Rarely has a film captured so much in under 120 minutes and making sense of it all through well-placed humour. As such, Sell Out! has my firm vote as a personal favourite and the best of the Festival thus far, being the breath of fresh air amongst many stuffy entries that had misplaced artistic merits, alienating themselves from audiences who feel that in depressing times, we can't help but reject yet another self-indulgent movie. Sell OUt! has nothing of that, and has set itself as a contender for my year end roundup of the best offerings in 2009. If it was left up to me, I'd give this film both the Best Film and Best Director prizes at the Silver Screen Awards at the SIFF. The commercial release is due soon on May 7 on both sides of the Causeway, so whatever you do, please make Sell Out! your must watch(! - I must exclaim this) movie this year! Join the Facebook group here! And get the soundtrack from the shops while waiting for it to hit the screens! Support good storytelling, and enjoy a great film!
A corporate satire with music - genius!, 31 December 2008
9/10
Author: Max_cinefilo89 from Italy
As far as brilliant ideas go, Sell Out! deserves a special mention for how it manages to be very funny and very touching at the same time. It denounces the "evils" of capitalism in the most original way - through musical numbers and pitch-black humor - and that's why it's hard, nah, impossible to resist its quirky charm.
The "evils" the film sets out to lampoon are incarnated by a powerful corporation which is responsible, among other things, for entertainment in Malaysia. One of the people working there is a female journalist who interviews weird celebrities, but since her viewing figures are low, the two bosses are thinking about firing her. The solution to her problem is provocative to say the least: she comes up with a new show, a reality program which will capture the last moments of dying people on film. It all gets complicated, however, when an ex-colleague (he got fired for producing a machine that wouldn't have to be replaced immediately, thus reducing the company's profits), who has a crush on her, volunteers to be on the program. The complication derives from the fact that he qualifies as an extreme case of "split personality" (see it to believe it).
Some might feel like dismissing the story as nonsense, but that doesn't really detract from the film's power: after all, how many things make sense when big corporations are involved? Besides, the film is ostensibly a musical, and therefore logic is, by definition, banned as a concept.

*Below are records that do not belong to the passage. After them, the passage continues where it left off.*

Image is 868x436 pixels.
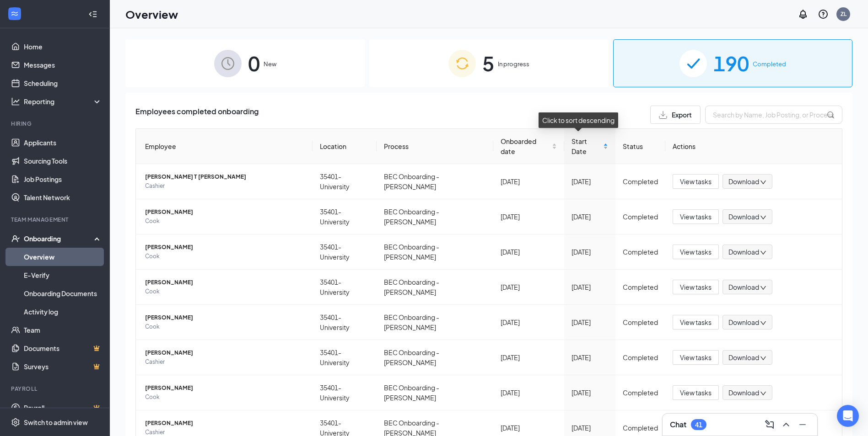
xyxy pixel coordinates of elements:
[571,247,608,257] div: [DATE]
[11,234,20,243] svg: UserCheck
[24,170,102,188] a: Job Postings
[673,280,719,295] button: View tasks
[263,60,276,69] span: New
[500,282,557,292] div: [DATE]
[145,313,305,322] span: [PERSON_NAME]
[482,48,494,79] span: 5
[673,385,719,400] button: View tasks
[145,252,305,261] span: Cook
[760,179,766,186] span: down
[729,247,759,257] span: Download
[680,212,711,222] span: View tasks
[24,266,102,284] a: E-Verify
[623,247,658,257] div: Completed
[145,419,305,428] span: [PERSON_NAME]
[376,199,493,234] td: BEC Onboarding - [PERSON_NAME]
[571,282,608,292] div: [DATE]
[817,9,828,20] svg: QuestionInfo
[729,212,759,222] span: Download
[376,129,493,164] th: Process
[312,199,376,234] td: 35401- University
[500,317,557,327] div: [DATE]
[781,419,792,430] svg: ChevronUp
[538,112,618,128] div: Click to sort descending
[145,349,305,358] span: [PERSON_NAME]
[500,353,557,363] div: [DATE]
[24,339,102,358] a: DocumentsCrown
[376,305,493,340] td: BEC Onboarding - [PERSON_NAME]
[729,318,759,327] span: Download
[24,234,94,243] div: Onboarding
[24,399,102,417] a: PayrollCrown
[24,248,102,266] a: Overview
[680,282,711,292] span: View tasks
[673,174,719,189] button: View tasks
[376,376,493,410] td: BEC Onboarding - [PERSON_NAME]
[11,120,100,128] div: Hiring
[571,212,608,222] div: [DATE]
[24,284,102,302] a: Onboarding Documents
[760,320,766,326] span: down
[11,97,20,106] svg: Analysis
[571,353,608,363] div: [DATE]
[616,129,665,164] th: Status
[145,172,305,182] span: [PERSON_NAME] T [PERSON_NAME]
[500,212,557,222] div: [DATE]
[571,177,608,187] div: [DATE]
[669,420,686,430] h3: Chat
[10,9,19,18] svg: WorkstreamLogo
[248,48,260,79] span: 0
[760,355,766,362] span: down
[312,340,376,376] td: 35401- University
[680,317,711,327] span: View tasks
[136,105,258,124] span: Employees completed onboarding
[705,105,842,124] input: Search by Name, Job Posting, or Process
[729,388,759,397] span: Download
[376,164,493,199] td: BEC Onboarding - [PERSON_NAME]
[24,74,102,92] a: Scheduling
[713,48,749,79] span: 190
[752,60,786,69] span: Completed
[312,164,376,199] td: 35401- University
[493,129,564,164] th: Onboarded date
[11,385,100,393] div: Payroll
[571,423,608,433] div: [DATE]
[729,353,759,363] span: Download
[24,97,102,106] div: Reporting
[11,216,100,223] div: Team Management
[665,129,842,164] th: Actions
[145,278,305,287] span: [PERSON_NAME]
[24,418,88,427] div: Switch to admin view
[673,245,719,259] button: View tasks
[779,417,793,432] button: ChevronUp
[797,419,808,430] svg: Minimize
[623,317,658,327] div: Completed
[498,60,529,69] span: In progress
[680,388,711,397] span: View tasks
[760,390,766,397] span: down
[125,6,178,22] h1: Overview
[24,321,102,339] a: Team
[680,177,711,187] span: View tasks
[312,234,376,270] td: 35401- University
[623,282,658,292] div: Completed
[145,207,305,217] span: [PERSON_NAME]
[500,136,550,157] span: Onboarded date
[500,388,557,397] div: [DATE]
[650,105,700,124] button: Export
[571,388,608,397] div: [DATE]
[762,417,777,432] button: ComposeMessage
[24,37,102,56] a: Home
[24,188,102,207] a: Talent Network
[623,212,658,222] div: Completed
[840,10,846,18] div: ZL
[764,419,775,430] svg: ComposeMessage
[680,247,711,257] span: View tasks
[695,421,702,429] div: 41
[729,177,759,187] span: Download
[145,383,305,393] span: [PERSON_NAME]
[24,152,102,170] a: Sourcing Tools
[24,302,102,321] a: Activity log
[623,353,658,363] div: Completed
[623,388,658,397] div: Completed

And it all works for the better: the film's freewheeling madness, expressed via absurd death scenes and outlandish singing and dancing (the "sucking up" routine being the best), perfectly reflects the overall insanity of a postmodern world in which everything is relative, even opinions. Proof of that comes in the hilarious opening scene, where the female lead interviews a filmmaker who says he will never do a musical because he hates the genre. What's so brilliant about that? Well, the director happens to be named after the real writer/director of Sell Out!, so that scene is actually a reversed artistic statement: he says what he's going to do by denying it. That's real creativity.